Weigel

Thaddeus McCotter Resigns, and a Nation Enters a Lengthy Period of Mourning and Reflection

After he managed to hire a charlatan to collect his ballot petition signatures, after he was forced to run as a write-in candidate for his seat, Rep. Thaddeus McCotter, R-Mich., talked to Alex Pappas.

NBC’s Chuck Todd on Tuesday asked on Twitter, “Will McCotter join Bob Dornan who allowed longshot presidential ambitions cost him a house seat months later?”

Asked to respond, McCotter said, “Chuck Todd is an idiot then. Am I wrong? All right, Chuck, how did ending the campaign in September impact the gearing up to run for re-election where I would have had only that one opponent on the ballot? How did that affect my petition? The people that think that are idiots.”

Yes, well – today, McCotter has announced that he’s quitting Congress (it returns to work next week), confirming for all time that he was just bored with the job. “The recent event’s totality of calumnies, indignities and deceits,” he said, “have weighed most heavily upon my family.”

While our family takes this step into the rest of our lives, we do so with the ultimate confidence in our country’s future. True, as at other times in the life of our nation, we live in an Age of Extremes that prizes intensity over sanity; rhetoric over reality; and destruction over creation. But this too shall pass, thanks to the infinite, inspired wisdom of the sovereign people who, with God’s continued blessings, will again affirm for the generations American Exceptionalism.

This was how McCotter talked. In another era, where voters got to know their candidates via newspaper print-ups of their speeches, his combination of long nouns and long adjectives might have gotten him somewhere. Alas.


ABOUT THIS EXERCISE:
Give back every entry precisely as written, without any of the images.
==========
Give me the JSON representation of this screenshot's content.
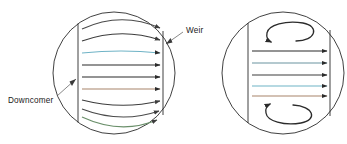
{
  "figure": {
    "background_color": "#ffffff",
    "line_color": "#2b2b2b",
    "label_color": "#1a1a1a",
    "width": 347,
    "height": 144
  },
  "labels": {
    "downcomer": "Downcomer",
    "weir": "Weir"
  },
  "panels": [
    {
      "id": "left-tray",
      "name": "uniform-flow-tray",
      "center_x": 114,
      "center_y": 73,
      "radius": 61,
      "downcomer_x": 78,
      "weir_x": 163,
      "flow_direction": "left-to-right",
      "arrow_count": 9,
      "arrows": [
        {
          "index": 0,
          "y": 25,
          "curve": -17,
          "color": "#4a4a4a"
        },
        {
          "index": 1,
          "y": 36,
          "curve": -12,
          "color": "#3d3d3d"
        },
        {
          "index": 2,
          "y": 52,
          "curve": -2,
          "color": "#5fa8bd"
        },
        {
          "index": 3,
          "y": 64,
          "curve": 0,
          "color": "#2b2b2b"
        },
        {
          "index": 4,
          "y": 76,
          "curve": 0,
          "color": "#2b2b2b"
        },
        {
          "index": 5,
          "y": 88,
          "curve": 0,
          "color": "#b08a6a"
        },
        {
          "index": 6,
          "y": 101,
          "curve": 5,
          "color": "#3d3d3d"
        },
        {
          "index": 7,
          "y": 112,
          "curve": 11,
          "color": "#4a4a4a"
        },
        {
          "index": 8,
          "y": 121,
          "curve": 16,
          "color": "#5a7f5a"
        }
      ],
      "recirculation_zones": []
    },
    {
      "id": "right-tray",
      "name": "recirculation-flow-tray",
      "center_x": 283,
      "center_y": 73,
      "radius": 61,
      "downcomer_x": 248,
      "weir_x": 330,
      "flow_direction": "left-to-right",
      "arrow_count": 5,
      "arrows": [
        {
          "index": 0,
          "y": 51,
          "curve": 0,
          "color": "#2b2b2b"
        },
        {
          "index": 1,
          "y": 63,
          "curve": 0,
          "color": "#5a7f8a"
        },
        {
          "index": 2,
          "y": 75,
          "curve": 0,
          "color": "#3d3d3d"
        },
        {
          "index": 3,
          "y": 86,
          "curve": 0,
          "color": "#5fa8bd"
        },
        {
          "index": 4,
          "y": 96,
          "curve": 0,
          "color": "#b08a6a"
        }
      ],
      "recirculation_zones": [
        {
          "position": "top",
          "rotation": "counterclockwise",
          "cx": 287,
          "cy": 32
        },
        {
          "position": "bottom",
          "rotation": "counterclockwise",
          "cx": 287,
          "cy": 115
        }
      ]
    }
  ],
  "annotations": [
    {
      "name": "downcomer-annotation",
      "text_x": 8,
      "text_y": 102,
      "leader_from_x": 57,
      "leader_from_y": 96,
      "leader_to_x": 75,
      "leader_to_y": 79
    },
    {
      "name": "weir-annotation",
      "text_x": 185,
      "text_y": 32,
      "leader_from_x": 182,
      "leader_from_y": 34,
      "leader_to_x": 165,
      "leader_to_y": 45
    }
  ]
}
==========
TASK OUTPUT:
Give me the JSON representation of this screenshot's content.
{
  "figure": {
    "background_color": "#ffffff",
    "line_color": "#2b2b2b",
    "label_color": "#1a1a1a",
    "width": 347,
    "height": 144
  },
  "labels": {
    "downcomer": "Downcomer",
    "weir": "Weir"
  },
  "panels": [
    {
      "id": "left-tray",
      "name": "uniform-flow-tray",
      "center_x": 114,
      "center_y": 73,
      "radius": 61,
      "downcomer_x": 78,
      "weir_x": 163,
      "flow_direction": "left-to-right",
      "arrow_count": 9,
      "arrows": [
        {
          "index": 0,
          "y": 25,
          "curve": -17,
          "color": "#4a4a4a"
        },
        {
          "index": 1,
          "y": 36,
          "curve": -12,
          "color": "#3d3d3d"
        },
        {
          "index": 2,
          "y": 52,
          "curve": -2,
          "color": "#5fa8bd"
        },
        {
          "index": 3,
          "y": 64,
          "curve": 0,
          "color": "#2b2b2b"
        },
        {
          "index": 4,
          "y": 76,
          "curve": 0,
          "color": "#2b2b2b"
        },
        {
          "index": 5,
          "y": 88,
          "curve": 0,
          "color": "#b08a6a"
        },
        {
          "index": 6,
          "y": 101,
          "curve": 5,
          "color": "#3d3d3d"
        },
        {
          "index": 7,
          "y": 112,
          "curve": 11,
          "color": "#4a4a4a"
        },
        {
          "index": 8,
          "y": 121,
          "curve": 16,
          "color": "#5a7f5a"
        }
      ],
      "recirculation_zones": []
    },
    {
      "id": "right-tray",
      "name": "recirculation-flow-tray",
      "center_x": 283,
      "center_y": 73,
      "radius": 61,
      "downcomer_x": 248,
      "weir_x": 330,
      "flow_direction": "left-to-right",
      "arrow_count": 5,
      "arrows": [
        {
          "index": 0,
          "y": 51,
          "curve": 0,
          "color": "#2b2b2b"
        },
        {
          "index": 1,
          "y": 63,
          "curve": 0,
          "color": "#5a7f8a"
        },
        {
          "index": 2,
          "y": 75,
          "curve": 0,
          "color": "#3d3d3d"
        },
        {
          "index": 3,
          "y": 86,
          "curve": 0,
          "color": "#5fa8bd"
        },
        {
          "index": 4,
          "y": 96,
          "curve": 0,
          "color": "#b08a6a"
        }
      ],
      "recirculation_zones": [
        {
          "position": "top",
          "rotation": "counterclockwise",
          "cx": 287,
          "cy": 32
        },
        {
          "position": "bottom",
          "rotation": "counterclockwise",
          "cx": 287,
          "cy": 115
        }
      ]
    }
  ],
  "annotations": [
    {
      "name": "downcomer-annotation",
      "text_x": 8,
      "text_y": 102,
      "leader_from_x": 57,
      "leader_from_y": 96,
      "leader_to_x": 75,
      "leader_to_y": 79
    },
    {
      "name": "weir-annotation",
      "text_x": 185,
      "text_y": 32,
      "leader_from_x": 182,
      "leader_from_y": 34,
      "leader_to_x": 165,
      "leader_to_y": 45
    }
  ]
}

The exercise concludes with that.